Natalie McCool - The Great Unknown Info
Tracklist The Great Unknown :
1.Pins
2.Cardiac Arrest
3.Dig It Out
4.Oh Danger
5.Fortress
6.Magnet
7.Just Let Me Go
8.Feel Good
9.You & I
10.When You Love Somebody
NOVEMBER 25, 2016 / RELEASE DATE
LP / FORMAT
FORTRESS / LABEL
I was already in love with Natalie’s vocal and her songwriting style long before I got to meet her. Watching the way she has developed as an artist over the past two years has been an eye opener. Having spent some time with her too just means I have perhaps slightly more insight into some of these tracks than the average reviewer will have and this is no bad thing.
So what do we have here then with Natalie McCool’s new album The Great Unknown? Well actually, for me, not really all that much “unknown”. That’s not a burn, that’s a public admission that I’m a bit obsessed with her music if I’m honest. Opening with my favourite track, Pins, totally sets the scene in terms of style and in terms of themes. This is an album where Natalie lays it on the line. It’s real and so relatable on so many levels, yet it’s done without any of those obvious clichés. Pins and Oh Danger both have a minimalistic pop feel where the focus is the melody of the vocal rather than in a stonking guitar riff. Guitar is ever-present but serves only to add edge and punctuation.
If it’s more guitar that you want then try out the mesmerising guitar twinkles on Dig It Out. There’s still loads of minimalistic space created in this track with echoes and timing. But it is kept warm with those gently-glowing percussive beats, which make it feel softer in comparison to other tracks and the guitar sings out as much as Natalie does here.
The Great Unknown isn’t an album that’s just full of atmospheric minimalistic art-pop though. Feel Good has pace and grit and showcases Natalie’s ability to use her vocal to create something simple and sublimely fragile as well as something more hard hitting, giving us an album of differing intensity which moves around with ease. There’s a bit more power and bile in her vocals here than can be found else where on The Great Unknown. Getting a bit more pace going too is Magnet, which, has radio hit all over it if you ask me, I know you didn’t but I’m going to say it anyway. It’s encased in a glorious fuzz and has short sharp smacks of attitude, which is needed to stop the album erring too much on the side of the lonely and forlorn.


• _Problem statement_: Go through the records and filter out every line lacking the word "pixels"; copy the lines that remain.

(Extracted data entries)

________________________________________

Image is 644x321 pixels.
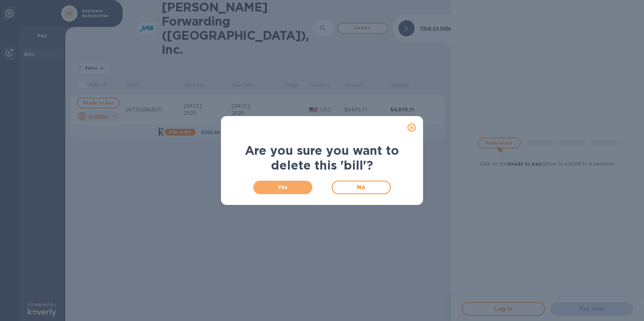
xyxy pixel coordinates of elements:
span: No [338,183,385,191]
button: Yes [253,181,312,194]
button: No [332,181,391,194]
b: Are you sure you want to delete this 'bill'? [245,143,399,173]
span: Yes [258,183,307,191]
button: close [403,119,420,136]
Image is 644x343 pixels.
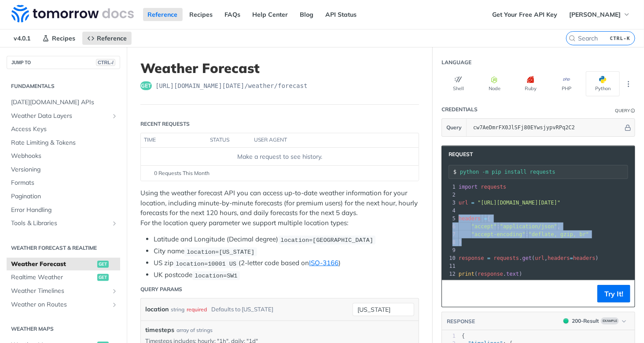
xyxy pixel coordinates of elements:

________________________________________

• _Task result_:
Image is 644x321 pixels.
Image is 644x343 pixels.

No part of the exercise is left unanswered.